Dutch economic sentiment recovers
The Economic Sentiment Indicator for the Netherlands rose from 110.5 in April to 111.7 in May which supports our outlook for above-potential growth for the second quarter
While consumer confidence fell a little in May, possibly due to increasing fuel prices and a less positive outlook for the year ahead, business confidence rose in all sectors, including retail trade and construction. In industry, production fell slightly in recent months and production expectations and new orders including export orders were more favourably judged. Commercial services were more upbeat both about the demand in recent as well as the coming months.
With the disappointing trade performance in the first quarter, Dutch GDP growth fell from 0.7% in 4Q to 0.5% QoQ 2018, in line with the slowdown in the Eurozone as domestic demand turned out very strong in the first quarter. Continued momentum in the housing market, increasing employment, upward wage pressure, above average levels of both consumer and business confidence as well as fiscal expansion are expected to boost domestic demand further in the second quarter.
While not at historical records, the current level of the ESI for the Netherlands is favourable going forward.
After two months of decline, the increase in sentiment in May led by industry and retail trade suggests the slowdown in GDP has stopped and we are in for a solid second quarter. Judging by the increase in export orders and the fact that economic sentiment has stopped falling across the Eurozone as a whole supports our call that trade will bounce back and the growth won't fall any further.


• **Task goal**
From the listing below, copy every line with the word "SHOW".

• **Data supplied**
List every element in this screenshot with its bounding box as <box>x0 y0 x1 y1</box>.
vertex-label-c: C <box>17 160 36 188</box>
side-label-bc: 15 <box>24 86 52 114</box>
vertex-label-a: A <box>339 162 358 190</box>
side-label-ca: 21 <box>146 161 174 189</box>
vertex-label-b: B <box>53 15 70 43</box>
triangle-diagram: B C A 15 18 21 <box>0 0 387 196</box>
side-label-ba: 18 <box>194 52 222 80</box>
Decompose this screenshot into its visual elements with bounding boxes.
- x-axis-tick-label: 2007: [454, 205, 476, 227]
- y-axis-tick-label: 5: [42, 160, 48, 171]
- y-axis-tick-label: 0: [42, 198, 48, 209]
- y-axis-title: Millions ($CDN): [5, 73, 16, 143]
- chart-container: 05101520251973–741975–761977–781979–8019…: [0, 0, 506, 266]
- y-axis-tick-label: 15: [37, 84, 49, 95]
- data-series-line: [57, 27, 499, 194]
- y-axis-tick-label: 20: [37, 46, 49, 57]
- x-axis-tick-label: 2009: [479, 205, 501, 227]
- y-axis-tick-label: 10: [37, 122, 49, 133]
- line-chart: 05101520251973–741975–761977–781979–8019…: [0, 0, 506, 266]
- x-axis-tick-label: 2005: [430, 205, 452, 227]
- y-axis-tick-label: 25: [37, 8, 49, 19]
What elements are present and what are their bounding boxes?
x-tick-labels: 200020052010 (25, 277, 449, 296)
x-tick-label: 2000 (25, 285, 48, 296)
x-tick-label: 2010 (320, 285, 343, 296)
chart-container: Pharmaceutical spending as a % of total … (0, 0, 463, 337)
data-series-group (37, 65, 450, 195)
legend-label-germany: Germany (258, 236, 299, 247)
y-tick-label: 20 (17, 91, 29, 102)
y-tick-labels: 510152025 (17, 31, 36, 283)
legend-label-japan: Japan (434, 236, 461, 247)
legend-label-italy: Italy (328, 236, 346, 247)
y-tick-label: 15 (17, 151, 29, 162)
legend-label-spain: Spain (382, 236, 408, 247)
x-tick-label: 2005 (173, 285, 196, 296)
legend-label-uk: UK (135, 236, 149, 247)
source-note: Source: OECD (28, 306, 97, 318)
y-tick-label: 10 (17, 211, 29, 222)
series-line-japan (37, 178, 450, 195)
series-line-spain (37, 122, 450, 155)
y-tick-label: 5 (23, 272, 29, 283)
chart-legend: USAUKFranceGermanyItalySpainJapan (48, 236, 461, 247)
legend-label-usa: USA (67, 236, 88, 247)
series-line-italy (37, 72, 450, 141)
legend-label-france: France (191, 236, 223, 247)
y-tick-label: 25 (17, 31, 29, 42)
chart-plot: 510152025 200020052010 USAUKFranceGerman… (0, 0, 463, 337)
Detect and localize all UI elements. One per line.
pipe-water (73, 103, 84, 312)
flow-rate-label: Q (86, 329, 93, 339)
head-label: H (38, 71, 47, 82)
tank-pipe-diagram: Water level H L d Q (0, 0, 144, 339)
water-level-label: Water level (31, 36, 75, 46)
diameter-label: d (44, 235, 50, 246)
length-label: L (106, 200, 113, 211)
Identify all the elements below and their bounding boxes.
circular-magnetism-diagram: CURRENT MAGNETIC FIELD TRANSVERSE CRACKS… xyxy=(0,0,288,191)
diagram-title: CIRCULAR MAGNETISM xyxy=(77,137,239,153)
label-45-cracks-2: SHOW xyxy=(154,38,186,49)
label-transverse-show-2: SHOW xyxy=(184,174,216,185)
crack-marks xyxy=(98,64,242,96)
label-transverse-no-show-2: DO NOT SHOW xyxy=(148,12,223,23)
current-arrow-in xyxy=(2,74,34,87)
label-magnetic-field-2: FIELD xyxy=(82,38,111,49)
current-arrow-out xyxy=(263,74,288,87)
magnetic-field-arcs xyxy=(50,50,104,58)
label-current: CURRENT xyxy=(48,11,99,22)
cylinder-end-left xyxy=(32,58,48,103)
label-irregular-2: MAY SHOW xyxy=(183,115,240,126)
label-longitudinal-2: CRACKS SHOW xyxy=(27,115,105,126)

• **Result below**
label-45-cracks-2: SHOW xyxy=(154,38,186,49)
label-transverse-show-2: SHOW xyxy=(184,174,216,185)
label-transverse-no-show-2: DO NOT SHOW xyxy=(148,12,223,23)
label-irregular-2: MAY SHOW xyxy=(183,115,240,126)
label-longitudinal-2: CRACKS SHOW xyxy=(27,115,105,126)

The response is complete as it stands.